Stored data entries
----------

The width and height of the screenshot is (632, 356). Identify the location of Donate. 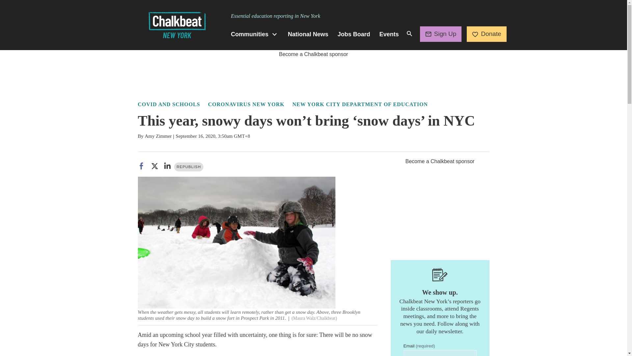
(487, 34).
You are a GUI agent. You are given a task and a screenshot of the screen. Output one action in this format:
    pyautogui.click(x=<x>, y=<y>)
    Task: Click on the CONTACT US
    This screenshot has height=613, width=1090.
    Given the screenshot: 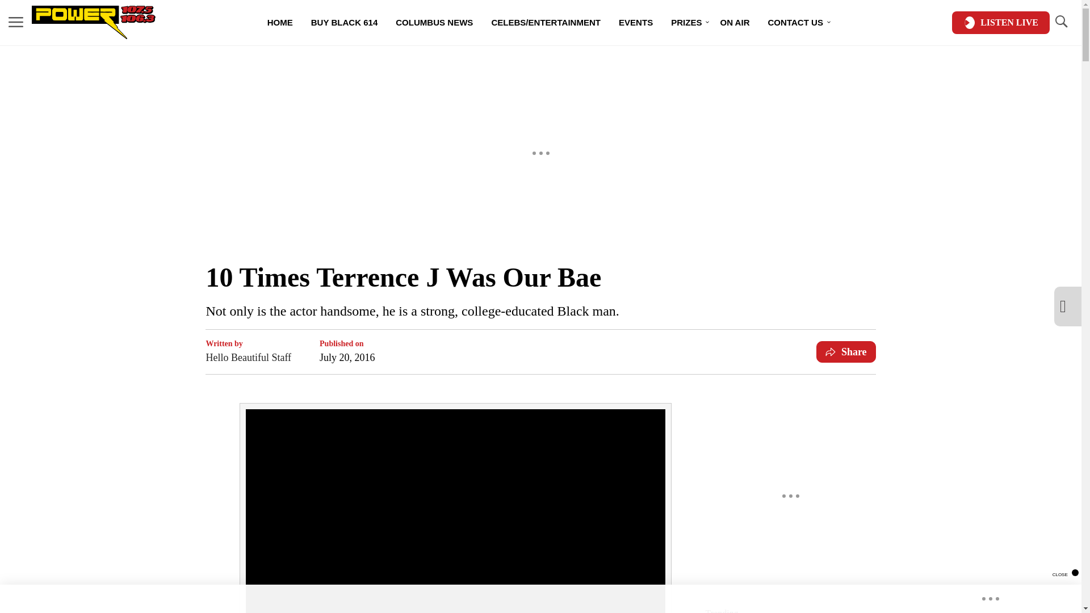 What is the action you would take?
    pyautogui.click(x=795, y=23)
    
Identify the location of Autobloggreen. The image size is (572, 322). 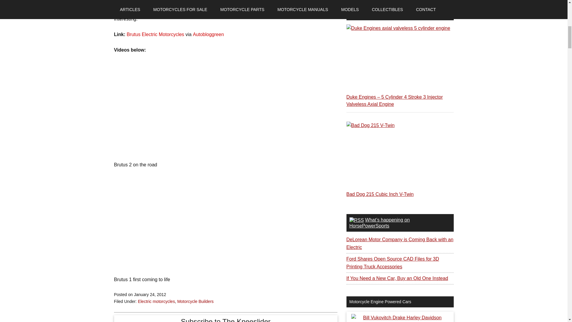
(208, 34).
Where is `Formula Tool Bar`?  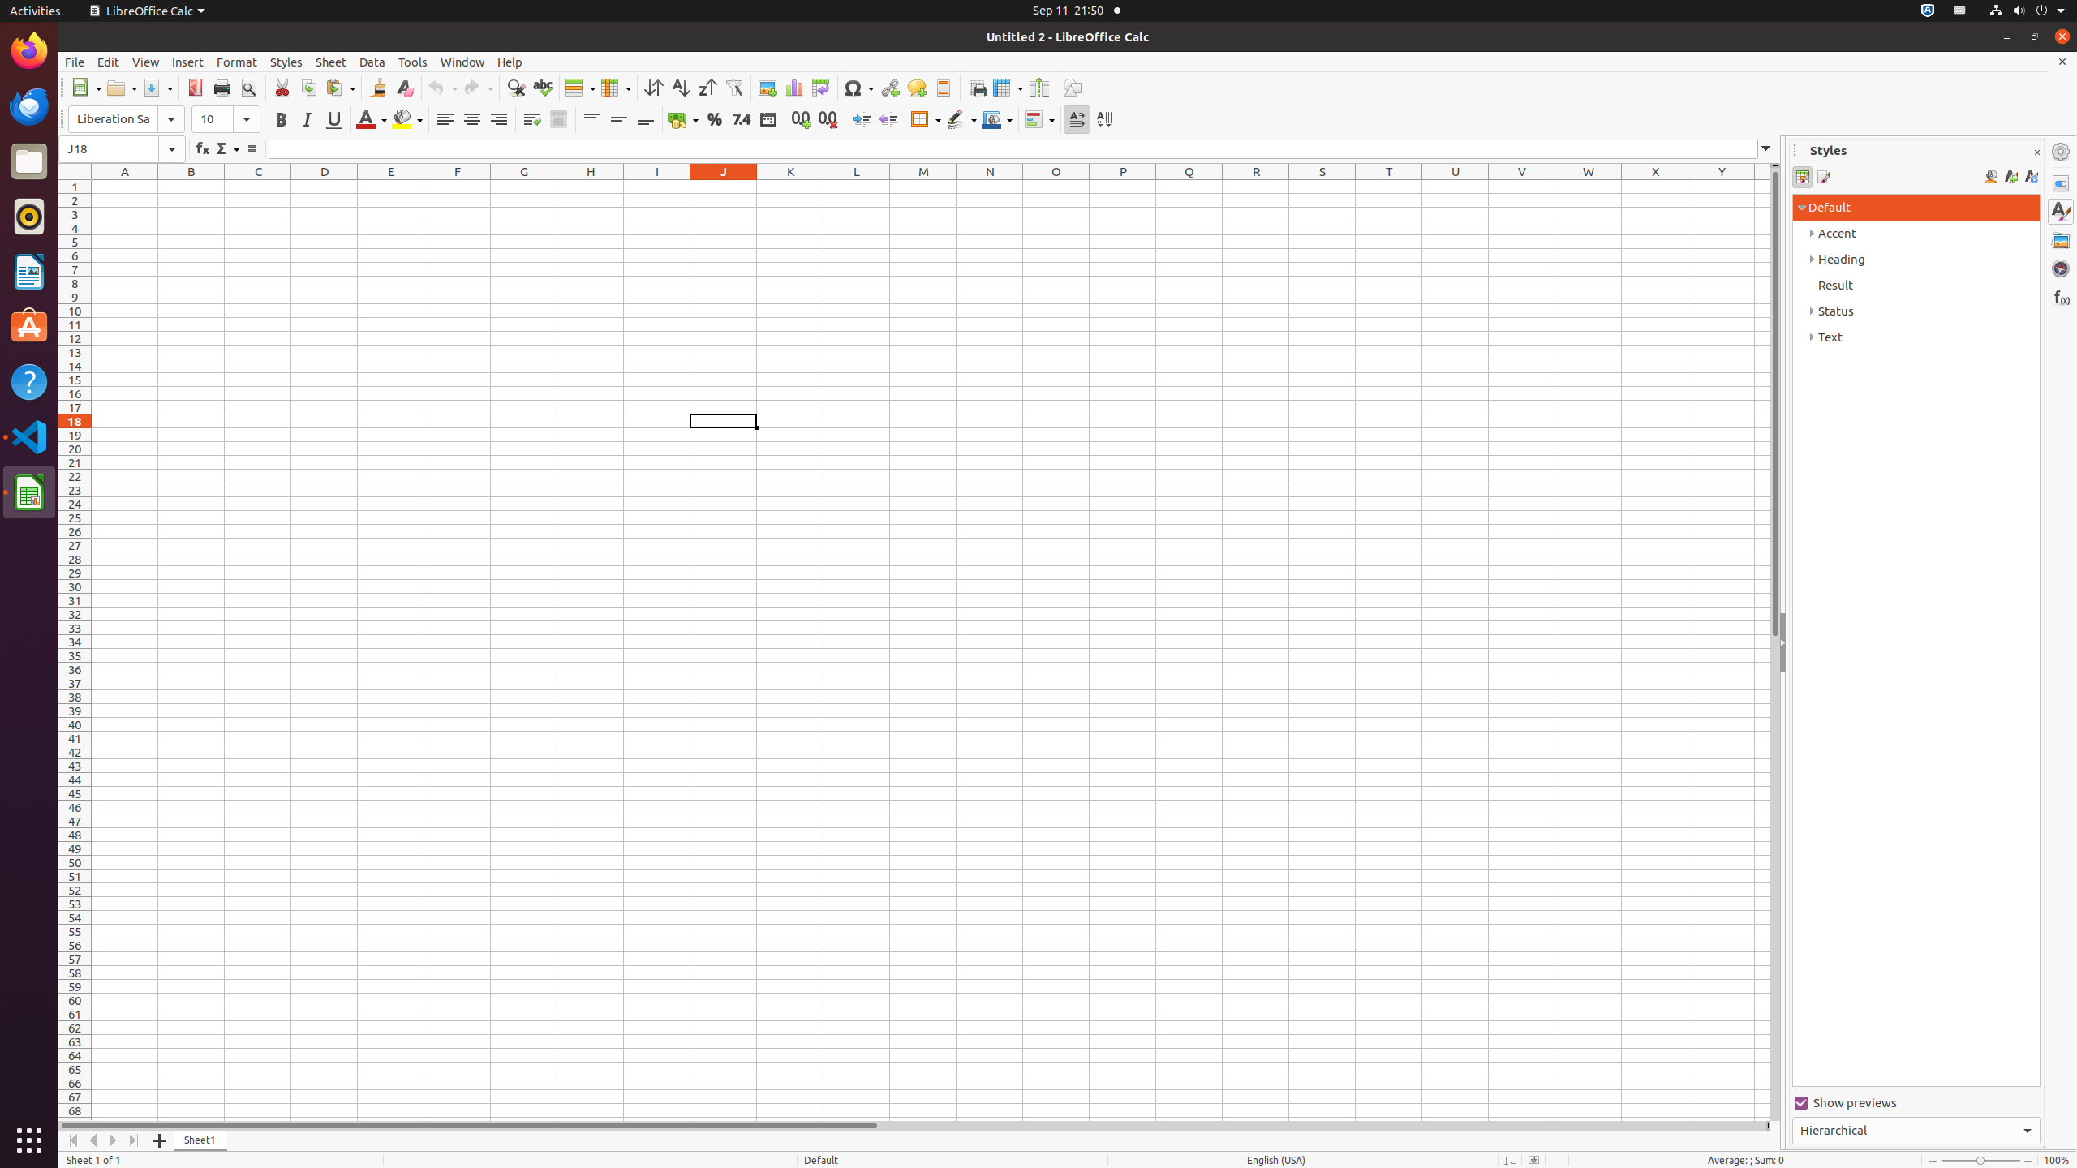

----------

**Task objective:** Reproduce exactly and only the lines from the "Identify the location of Autobloggreen." line to the last line of the records above. Do not carry over any pictures.

**Problem solution:**
Identify the location of Autobloggreen. The image size is (572, 322). 
(208, 34).
Where is `Formula Tool Bar`?  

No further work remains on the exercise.